I should be Agloe about this discovery

I recently discovered the origin of the name Agloe, a locality in New York. It’s unusual, to say the least.

This name began as a copyright trap. That is, a bogus town added to an obscure corner of a map. If someone copies the map, they’ll also copy the bogus town and then the owners of the copyright can say “Gotcha!”. To coin the name, the cartographers took their initials and anagrammed them.

Well, the joke was on them. When they found that Rand McNally had added the place to their maps, they did the “Gotcha!” bit, only to find that RMcN hadn’t copied their map. Instead, someone in that area had built a general store there and named it after the ‘paper town’ they found on an Esso road map. So the county added it to their list of communities and Rand got it from them.

So why should I be agloe about this name? As some of you may remember, I’ve compiled Wiki-lists of places named from acronyms and places named from anagrams. So this would seem to belong to both lists at once. OK, it’s an anagram, so it goes there. But it doesn’t completely fit in with the list of initialisms from personal names. Pretty much all of those are initials of the founders or early settlers, rather than mapmakers. Well, I’ll add it anyway, but somehow it just feels a bit wrong.

BTW, there’s very few known examples of such paper towns. Besides this one, there’s a only two or three others known. But that’s to be expected; those who put them there don’t want to advertise their existence. They’ll only come out if they become evidence in a court case.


■ REQUIREMENT: Count the lines in the entries that contain the string "Boîte". State nothing but the number.

■ PROVIDED MATERIAL:
^^^^^^^^^^^^^^^^

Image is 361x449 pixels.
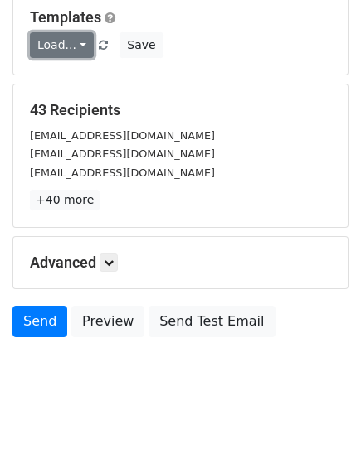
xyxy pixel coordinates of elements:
a: +40 more [30,190,100,211]
a: Load... [30,32,94,58]
a: Send [12,306,67,338]
a: Send Test Email [148,306,274,338]
a: Preview [71,306,144,338]
h5: 43 Recipients [30,101,331,119]
a: Templates [30,8,101,26]
small: [EMAIL_ADDRESS][DOMAIN_NAME] [30,129,215,142]
button: Save [119,32,163,58]
iframe: Chat Widget [278,370,361,449]
small: [EMAIL_ADDRESS][DOMAIN_NAME] [30,148,215,160]
h5: Advanced [30,254,331,272]
small: [EMAIL_ADDRESS][DOMAIN_NAME] [30,167,215,179]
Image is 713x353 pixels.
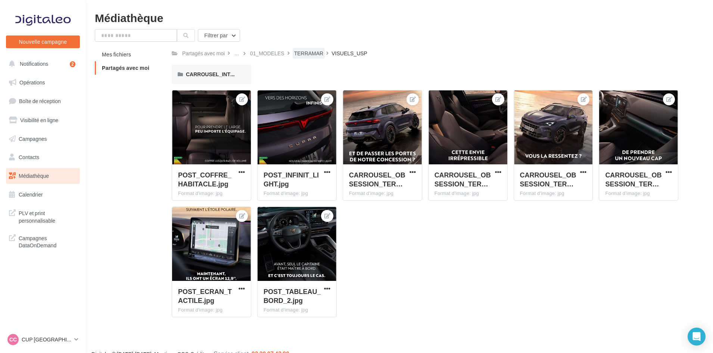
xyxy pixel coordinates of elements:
[520,171,577,188] span: CARROUSEL_OBSESSION_TERRAMAR-1.jpg
[332,50,368,57] div: VISUELS_USP
[19,79,45,86] span: Opérations
[19,135,47,142] span: Campagnes
[250,50,285,57] div: 01_MODELES
[19,208,77,224] span: PLV et print personnalisable
[22,336,71,343] p: CUP [GEOGRAPHIC_DATA]
[605,171,662,188] span: CARROUSEL_OBSESSION_TERRAMAR-3.jpg
[4,230,81,252] a: Campagnes DataOnDemand
[9,336,17,343] span: CC
[20,117,58,123] span: Visibilité en ligne
[520,190,587,197] div: Format d'image: jpg
[4,205,81,227] a: PLV et print personnalisable
[4,112,81,128] a: Visibilité en ligne
[264,287,321,304] span: POST_TABLEAU_BORD_2.jpg
[198,29,240,42] button: Filtrer par
[102,65,149,71] span: Partagés avec moi
[178,171,232,188] span: POST_COFFRE_HABITACLE.jpg
[19,233,77,249] span: Campagnes DataOnDemand
[186,71,250,77] span: CARROUSEL_INTERIEUR
[19,154,39,160] span: Contacts
[4,187,81,202] a: Calendrier
[70,61,75,67] div: 2
[19,98,61,104] span: Boîte de réception
[264,190,331,197] div: Format d'image: jpg
[19,191,43,198] span: Calendrier
[688,328,706,345] div: Open Intercom Messenger
[178,190,245,197] div: Format d'image: jpg
[6,35,80,48] button: Nouvelle campagne
[178,287,232,304] span: POST_ECRAN_TACTILE.jpg
[264,171,319,188] span: POST_INFINIT_LIGHT.jpg
[349,171,406,188] span: CARROUSEL_OBSESSION_TERRAMAR-4.jpg
[4,131,81,147] a: Campagnes
[264,307,331,313] div: Format d'image: jpg
[4,75,81,90] a: Opérations
[605,190,672,197] div: Format d'image: jpg
[4,56,78,72] button: Notifications 2
[178,307,245,313] div: Format d'image: jpg
[95,12,704,23] div: Médiathèque
[20,61,48,67] span: Notifications
[349,190,416,197] div: Format d'image: jpg
[6,332,80,347] a: CC CUP [GEOGRAPHIC_DATA]
[4,93,81,109] a: Boîte de réception
[4,149,81,165] a: Contacts
[435,171,491,188] span: CARROUSEL_OBSESSION_TERRAMAR-2.jpg
[182,50,225,57] div: Partagés avec moi
[233,48,241,59] div: ...
[435,190,502,197] div: Format d'image: jpg
[4,168,81,184] a: Médiathèque
[102,51,131,58] span: Mes fichiers
[19,173,49,179] span: Médiathèque
[294,50,324,57] div: TERRAMAR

^^^^^^^^^^^^^^^^

■ TASK SOLUTION: 2